Portus
Solo Developer · 2025
A Rust daemon that brokers port allocations atomically, preventing collisions between dev servers and AI coding agents via lease-based IPC and an MCP server.
The Problem
Every dev machine has the same fight: multiple services all want port 3000, and whoever starts last loses. It gets worse when AI coding agents like Claude Code and Cursor spin up parallel workspaces that each try to bind the same ports, causing cascading failures that are hard to diagnose and annoying to fix manually.
Role & Constraints
Solo Developer
- Must be zero-config — daemon auto-starts on first CLI use
- Must handle concurrent allocation requests atomically
- Must recover gracefully from crashes via lease expiry
- Must work cross-platform (macOS, Linux, Windows)
- Must integrate with AI agents via MCP protocol
Approach
Built a background daemon that brokers port allocations atomically. Every service asks Portus for a port before binding. Portus checks availability, records a time-bounded lease, and hands back a guaranteed-unique port. Designed a length-prefixed JSON IPC protocol over Unix sockets for the CLI-to-daemon communication. Added an MCP server so AI agents get native port allocation without any manual coordination. Built a TUI dashboard for real-time monitoring of allocations and listeners.
Media
┌────────────┐ ┌────────────┐ ┌────────────┐
│ Dev Server │ │ AI Agent │ │ TUI │
│ (portus │ │ (MCP │ │ Dashboard │
│ request) │ │ client) │ │ │
└─────┬──────┘ └─────┬──────┘ └─────┬──────┘
│ │ │
└──────┬───────┘──────┬────────┘
│ │
┌────────▼───────┐ ┌────▼──────────┐
│ Unix Socket │ │ MCP Server │
│ IPC (JSON) │ │ (5 tools) │
└────────┬──────┘ └────┬───────────┘
│ │
┌────▼─────────────▼────┐
│ Portus Daemon │
│ ┌────────────────┐ │
│ │ Port Registry │ │
│ │ (Lease-based) │ │
│ └────────────────┘ │
│ ┌────────────────┐ │
│ │ Crash Recovery │ │
│ │ (Persisted) │ │
│ └────────────────┘ │
└───────────────────────┘Portus — daemon architecture with IPC and MCP integration
Outcomes
- Shipped a complete CLI with request, release, confirm, list, scan, kill, run, and dashboard commands
- Built an MCP server exposing 5 tools for native AI agent integration
- Implemented lease-based allocation with auto-expiry and crash recovery via persisted registry
- Built a TUI dashboard for real-time port allocation monitoring
- Designed signal-safe cleanup ensuring leases release on SIGTERM/SIGINT
Proof
Reflection
Portus came from a real pain point I hit while using AI coding agents. The problem is simple but the solution touches systems programming fundamentals: IPC design, concurrent state management, crash recovery, and cross-platform compatibility. Building the MCP server integration was particularly interesting because it required thinking about how AI agents interact with system resources differently from human developers.
Previous project
Enterprise Platform Engineering
Backend-focused platform engineering on scalable distributed systems at Palo Alto Networks. Building Go services, CI feedback acceleration, and operational analytics.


* To do: Copy each line of the entries beneath that contains the word "diagram".

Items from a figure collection
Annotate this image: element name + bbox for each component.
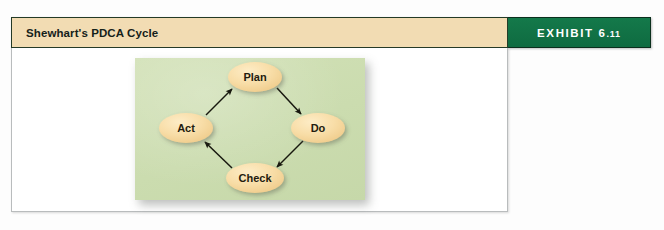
plan-node-label: Plan — [243, 71, 267, 83]
pdca-edges — [205, 88, 303, 168]
check-node-label: Check — [238, 172, 272, 184]
pdca-cycle-diagram: Plan Do Check Act — [135, 58, 365, 200]
pdca-node-plan: Plan — [228, 62, 282, 92]
act-node-label: Act — [177, 122, 195, 134]
pdca-diagram-panel: Plan Do Check Act — [135, 58, 365, 200]
exhibit-number-tab: EXHIBIT 6.11 — [508, 17, 651, 48]
pdca-node-act: Act — [159, 113, 213, 143]
exhibit-label-prefix: EXHIBIT — [537, 27, 598, 39]
edge-check-to-act — [205, 142, 232, 168]
edge-plan-to-do — [277, 88, 301, 114]
exhibit-label: EXHIBIT 6.11 — [537, 27, 621, 39]
page-title: Shewhart's PDCA Cycle — [26, 27, 158, 39]
exhibit-title-strip: Shewhart's PDCA Cycle — [11, 17, 508, 48]
edge-act-to-plan — [206, 89, 232, 115]
exhibit-header-band: Shewhart's PDCA Cycle EXHIBIT 6.11 — [11, 17, 651, 48]
pdca-node-do: Do — [291, 113, 345, 143]
scanned-page: Shewhart's PDCA Cycle EXHIBIT 6.11 — [0, 0, 664, 230]
exhibit-number-minor: 11 — [610, 29, 621, 39]
do-node-label: Do — [311, 122, 326, 134]
pdca-node-check: Check — [226, 163, 284, 193]
edge-do-to-check — [277, 141, 303, 167]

* Reply:
pdca-cycle-diagram: Plan Do Check Act — [135, 58, 365, 200]
pdca-diagram-panel: Plan Do Check Act — [135, 58, 365, 200]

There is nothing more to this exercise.